Pubdate: Wed, 3 Feb 1999
Source: Daily Telegraph (Australia)
Copyright: News Limited 1999
Contact:  http://www.dailytelegraph.com.au/
Author: Simon Benson

DRUG ADVOCATE APPOINTED TO BENCH

ONE of the State's most outspoken advocates of drug law reform and former
lawyer for the Nimbin marijuana Mardi Grass organisers, will next week be
appointed to the NSW Bench.

David Heilpern, the departing head of law and criminal justice at Southern
Cross University, will become a local court magistrate.

He gained notoriety in the mid-1990s for addressing pro-marijuana rallies
and for his work as the solicitor for Nimbin Hemp - a pressure group which
advocates drug law reform.

Mr Heilpern is a strong critic of the heavy policing of cannabis users,
claiming it pushes the price of the drug higher than heroin, making harder
drugs more attractive.

In 1997 he warned that the State Government would lose votes if it did not
keep its promise to change the laws relating to marijuana use.

A former senior legal officer with the Commonwealth Attorney-General's
office and law clerk at the Redfern legal centre, 37-year-old Mr Heilpern
has been described in some political circles as "the most sensible
appointment the Government has made".

He was responsible for a report last year into sexual abuse in jails which
found one in four males sent to prison was sexually abused.
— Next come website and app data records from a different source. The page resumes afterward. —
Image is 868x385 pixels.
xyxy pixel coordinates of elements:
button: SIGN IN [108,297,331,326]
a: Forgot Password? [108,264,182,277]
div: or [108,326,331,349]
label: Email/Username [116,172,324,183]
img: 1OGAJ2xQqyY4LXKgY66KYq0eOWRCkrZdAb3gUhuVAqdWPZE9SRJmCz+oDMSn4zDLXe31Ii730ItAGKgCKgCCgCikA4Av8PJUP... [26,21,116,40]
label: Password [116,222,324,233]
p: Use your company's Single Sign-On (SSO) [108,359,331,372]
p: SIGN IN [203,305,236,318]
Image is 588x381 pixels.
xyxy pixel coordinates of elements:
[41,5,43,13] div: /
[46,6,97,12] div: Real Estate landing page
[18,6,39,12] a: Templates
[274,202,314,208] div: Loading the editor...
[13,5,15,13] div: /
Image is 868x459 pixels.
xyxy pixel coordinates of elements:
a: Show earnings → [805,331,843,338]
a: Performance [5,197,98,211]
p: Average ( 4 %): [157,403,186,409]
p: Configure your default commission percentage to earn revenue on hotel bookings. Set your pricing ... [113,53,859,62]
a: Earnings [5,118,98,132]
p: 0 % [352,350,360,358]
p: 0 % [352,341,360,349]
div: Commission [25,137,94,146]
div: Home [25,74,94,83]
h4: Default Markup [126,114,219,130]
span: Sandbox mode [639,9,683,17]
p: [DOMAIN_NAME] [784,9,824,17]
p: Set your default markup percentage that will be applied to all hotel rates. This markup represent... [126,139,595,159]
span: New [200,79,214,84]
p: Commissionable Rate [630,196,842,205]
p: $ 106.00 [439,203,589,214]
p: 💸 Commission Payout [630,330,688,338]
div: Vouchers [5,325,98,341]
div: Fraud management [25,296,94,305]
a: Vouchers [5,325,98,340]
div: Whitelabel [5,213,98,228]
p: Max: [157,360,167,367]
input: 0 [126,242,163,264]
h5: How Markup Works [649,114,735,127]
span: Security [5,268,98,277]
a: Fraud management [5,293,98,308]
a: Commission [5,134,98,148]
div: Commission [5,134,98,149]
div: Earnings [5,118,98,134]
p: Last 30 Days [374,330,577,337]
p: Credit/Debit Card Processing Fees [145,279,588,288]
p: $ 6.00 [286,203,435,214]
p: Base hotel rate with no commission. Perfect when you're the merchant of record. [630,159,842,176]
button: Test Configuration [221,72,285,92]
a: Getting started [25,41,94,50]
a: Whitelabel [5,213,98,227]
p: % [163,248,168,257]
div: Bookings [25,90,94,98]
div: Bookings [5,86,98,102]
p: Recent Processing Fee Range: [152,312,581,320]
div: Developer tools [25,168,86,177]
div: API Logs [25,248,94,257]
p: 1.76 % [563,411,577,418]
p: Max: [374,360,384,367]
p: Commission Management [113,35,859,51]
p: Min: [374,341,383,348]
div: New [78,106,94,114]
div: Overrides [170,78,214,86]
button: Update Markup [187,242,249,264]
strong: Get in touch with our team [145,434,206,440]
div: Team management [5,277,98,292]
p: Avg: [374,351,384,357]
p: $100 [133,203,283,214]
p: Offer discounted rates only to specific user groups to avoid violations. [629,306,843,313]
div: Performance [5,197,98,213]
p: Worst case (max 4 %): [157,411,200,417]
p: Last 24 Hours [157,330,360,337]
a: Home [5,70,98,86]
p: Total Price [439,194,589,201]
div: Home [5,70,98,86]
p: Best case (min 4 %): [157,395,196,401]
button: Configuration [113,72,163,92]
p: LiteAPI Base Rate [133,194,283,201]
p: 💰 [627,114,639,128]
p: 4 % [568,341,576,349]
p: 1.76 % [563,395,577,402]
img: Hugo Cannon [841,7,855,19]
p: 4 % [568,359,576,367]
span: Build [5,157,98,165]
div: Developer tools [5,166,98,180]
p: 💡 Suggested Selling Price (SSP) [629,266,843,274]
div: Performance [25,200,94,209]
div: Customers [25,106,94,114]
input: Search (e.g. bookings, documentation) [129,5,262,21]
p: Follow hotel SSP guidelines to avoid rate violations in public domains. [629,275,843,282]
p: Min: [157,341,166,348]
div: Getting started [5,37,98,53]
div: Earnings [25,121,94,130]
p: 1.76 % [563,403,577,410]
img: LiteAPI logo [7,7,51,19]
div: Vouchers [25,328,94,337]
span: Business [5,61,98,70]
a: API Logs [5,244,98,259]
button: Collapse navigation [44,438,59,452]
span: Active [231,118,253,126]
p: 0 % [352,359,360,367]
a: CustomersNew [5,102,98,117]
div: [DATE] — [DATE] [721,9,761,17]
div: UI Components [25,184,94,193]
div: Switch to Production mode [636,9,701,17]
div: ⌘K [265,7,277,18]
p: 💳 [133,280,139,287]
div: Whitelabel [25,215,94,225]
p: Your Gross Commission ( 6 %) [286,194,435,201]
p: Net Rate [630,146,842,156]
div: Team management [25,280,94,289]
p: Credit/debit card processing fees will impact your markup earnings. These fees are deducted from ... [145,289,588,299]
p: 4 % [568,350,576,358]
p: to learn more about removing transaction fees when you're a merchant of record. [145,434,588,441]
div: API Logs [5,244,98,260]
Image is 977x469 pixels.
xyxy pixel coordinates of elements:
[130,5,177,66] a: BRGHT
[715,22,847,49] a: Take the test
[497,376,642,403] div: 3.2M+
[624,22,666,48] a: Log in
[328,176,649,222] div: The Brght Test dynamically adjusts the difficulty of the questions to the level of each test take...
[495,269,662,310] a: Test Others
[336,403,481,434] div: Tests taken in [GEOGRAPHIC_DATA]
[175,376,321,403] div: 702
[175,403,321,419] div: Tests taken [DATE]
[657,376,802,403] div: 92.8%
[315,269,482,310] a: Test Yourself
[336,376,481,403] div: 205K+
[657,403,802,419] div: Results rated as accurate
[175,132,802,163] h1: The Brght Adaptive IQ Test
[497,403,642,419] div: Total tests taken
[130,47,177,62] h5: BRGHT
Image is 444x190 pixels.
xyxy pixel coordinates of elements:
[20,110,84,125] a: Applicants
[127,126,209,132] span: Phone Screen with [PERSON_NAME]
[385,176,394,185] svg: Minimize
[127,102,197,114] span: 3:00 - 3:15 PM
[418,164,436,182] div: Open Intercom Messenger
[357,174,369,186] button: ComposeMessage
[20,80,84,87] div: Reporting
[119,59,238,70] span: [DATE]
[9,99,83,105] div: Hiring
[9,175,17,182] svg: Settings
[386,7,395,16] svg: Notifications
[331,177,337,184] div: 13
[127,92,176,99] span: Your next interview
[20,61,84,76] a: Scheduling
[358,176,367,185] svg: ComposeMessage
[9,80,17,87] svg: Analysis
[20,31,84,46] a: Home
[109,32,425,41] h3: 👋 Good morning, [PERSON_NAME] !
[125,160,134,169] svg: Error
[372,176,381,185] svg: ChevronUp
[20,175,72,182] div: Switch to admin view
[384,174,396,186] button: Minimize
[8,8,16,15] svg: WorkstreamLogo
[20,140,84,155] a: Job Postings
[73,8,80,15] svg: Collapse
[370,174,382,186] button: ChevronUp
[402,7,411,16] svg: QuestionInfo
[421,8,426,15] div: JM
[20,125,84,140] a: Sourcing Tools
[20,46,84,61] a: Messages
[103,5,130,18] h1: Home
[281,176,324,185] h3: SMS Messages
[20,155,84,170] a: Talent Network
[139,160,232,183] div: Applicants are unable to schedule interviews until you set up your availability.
Mr Heilpern yesterday said he was not able to speak about his appointment to
a local court magistrate until he was sworn in next Monday.

"I am delighted and honoured to be appointed," Mr Heilpern told The Daily
Telegraph.

"I have been told I cannot make any comment and I have to comply."

A spokeswoman for NSW Attorney-General Jeff Shaw said there was no question
about the suitability of Mr Heilpern - who moved from Canberra to the Byron
Bay area for a lifestyle change.

"Mr Heilpern is suitable and qualified and he was selected in the usual
way," the spokeswoman said.

"Whatever his views are he will be required to uphold the law."

Upper House Green Ian Cohen, a personal friend of Mr Heilpern, said he had
long represented the community.

"He is recognised as a social justice advocate in northern NSW," he said.

Mr Heilpern began practising in Canberra before moving to the Commonwealth
Attorney-General's office in 1986.

He is a member of the Northern Rivers Drug Crime Committee and Lismore
Community Crime Safe Committee.

Mr Heilpern was selected by a panel consisting of the Chief Magistrate,
District Court Judge, head of the Department of the Attorney-General's
office and executive director of the NSW Law Society.

His first two months on the bench will be spent in Sydney.